Domestic retailers deliver in 2–5 days. If the policy says "10–21 business days" or blames "high demand" for 3-week delays, the product is shipping from an overseas warehouse. Shipping disputes account for a disproportionate share of the 238+ million chargebacks filed globally in 2023 — "item not received" is the single most common dispute category.

3. Check the return address

If returns must go to an address in China, or if you're responsible for international return shipping costs (often $20–40 on a $30 item), the policy is designed to discourage refunds, not facilitate them. Legitimate retailers absorb return logistics. Dropshippers pass the cost to you.

4. Run the URL through ScamAdviser

Before entering your payment details on any unfamiliar store, check it at scamadviser.com. ScamAdviser generates a Trust Score from 1–100 using 40+ independent data sources — including domain age, WHOIS ownership details, server location, SSL certificate validity, presence on blacklists, and user reports. The factors it flags align precisely with dropshipping warning signs: hidden ownership, new domains, P.O. box addresses, and hosting on servers associated with high complaint volumes.

A score above 80 is generally considered safe. Anything below 60 warrants serious scrutiny. ScamAdviser also flags when a site uses platforms like Shopify — not as an automatic negative, but as a prompt to look more carefully at the other signals. It's a 10-second check that can save you a 3-week dispute.

The Systemic Risks: Why This Is Bigger Than One Bad Purchase

For Payment Processors

Stripe, Mollie, and PayPal operate under card network rules that impose fines when a merchant's chargeback rate exceeds 1%–1.5%. When a dropshipper disappears after a flash sale — before shipping anything — the payment processor is often contractually required to refund customers from its own reserves. As e-commerce fraud is projected to jump 141% by 2029 (from $44B to $107B), processors are tightening merchant onboarding requirements significantly.

For Platforms

Platforms like Shopify face constant IP infringement pressure from global brands whose imagery and products get listed without authorisation. They also inherit the compliance burden of thousands of "ghost stores" — opened for a flash sale cycle, then abandoned — which distort metrics, strain fraud detection systems, and erode platform reputation with legitimate merchants.

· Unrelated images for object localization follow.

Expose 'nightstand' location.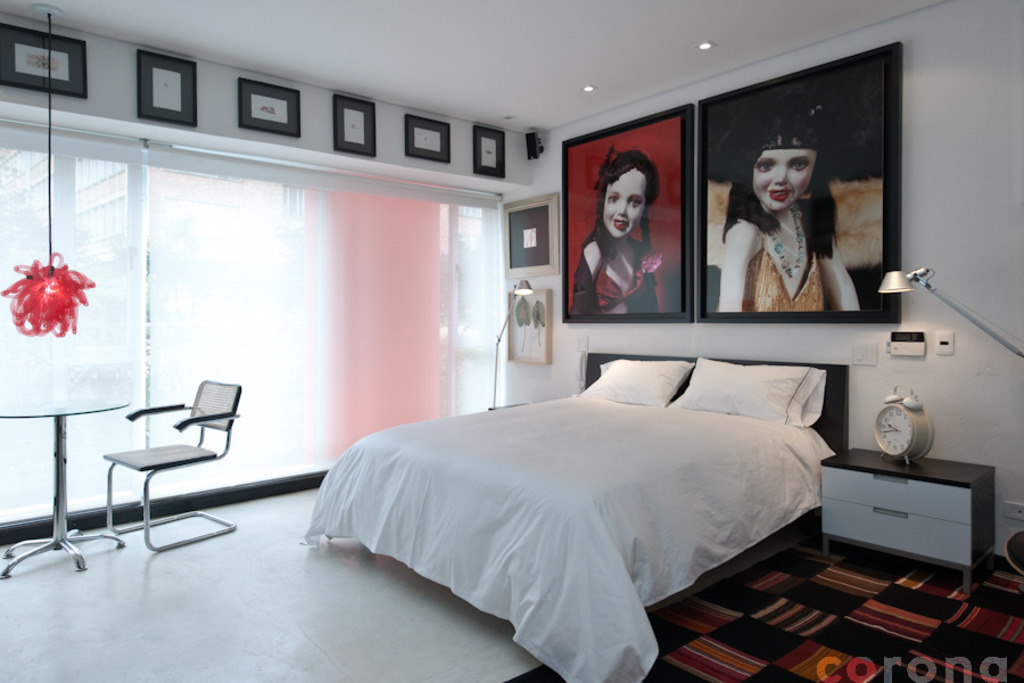
Exposed at 825 461 991 598.
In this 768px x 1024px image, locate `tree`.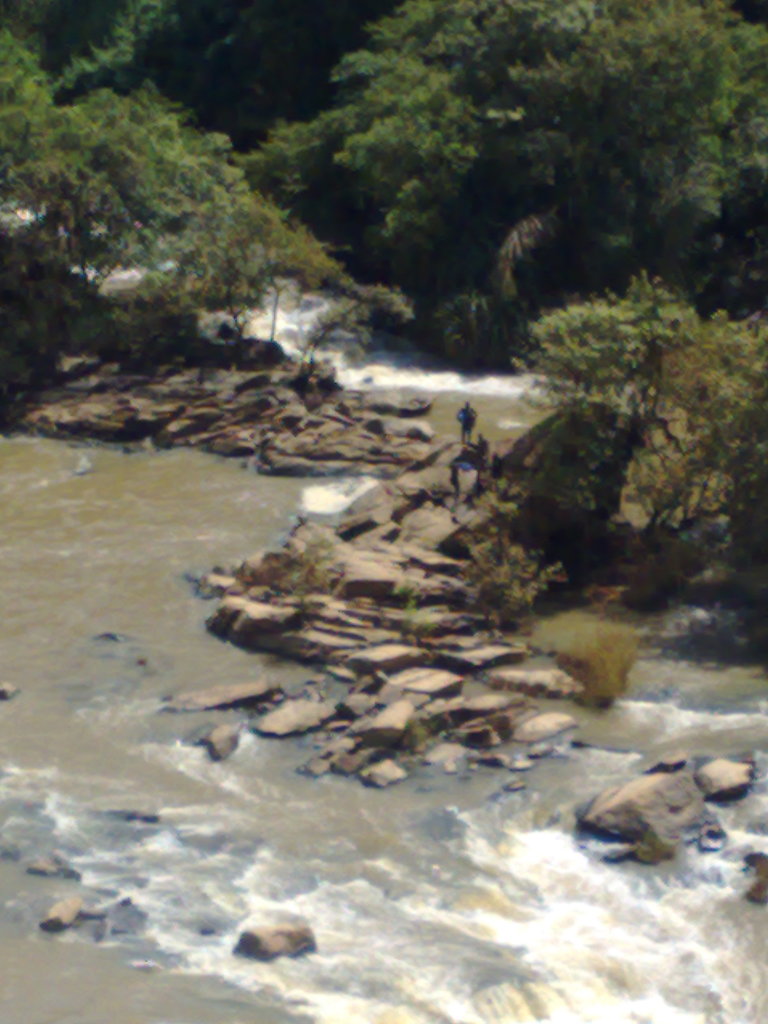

The Regulatory Net is Closing

The EU has moved on two fronts. The removal of the VAT exemption for packages under €22 eliminated the price advantage that made overseas dropshipping so attractive. The Digital Services Act (DSA) now holds platforms legally responsible for the merchants they host — non-compliance can mean fines of up to 6% of global annual revenue.

The industry is responding with "Verified Dropshipping" frameworks: requiring proof of supplier quality, domestic return addresses, and verified business identity before a store goes live. European merchants are increasingly sourcing from local suppliers to meet these standards and rebuild eroded consumer trust.

Bottom Line: Better Safe Than Sorry

The dropshipping opportunity is real. A market growing at 22% annually doesn't reverse course. What is changing is the accountability framework around it — regulatory pressure from the EU, financial scrutiny from PSPs, and consumer awareness tools like ScamAdviser are all raising the floor.

Before you buy from an unfamiliar store: reverse image search the product, read the return policy, and run the URL through ScamAdviser. Ten seconds of due diligence is cheaper than a 3-week dispute.

Adam Collins is a cybersecurity researcher at ScamAdviser who operates under a pseudonym for privacy and security. With over four years on the digital frontlines and 1,500+ days spent deconstructing thousands of fraud schemes, he specializes in translating complex threats into actionable advice. Adam’s mission is simple: exposing red flags so you can navigate the web with confidence.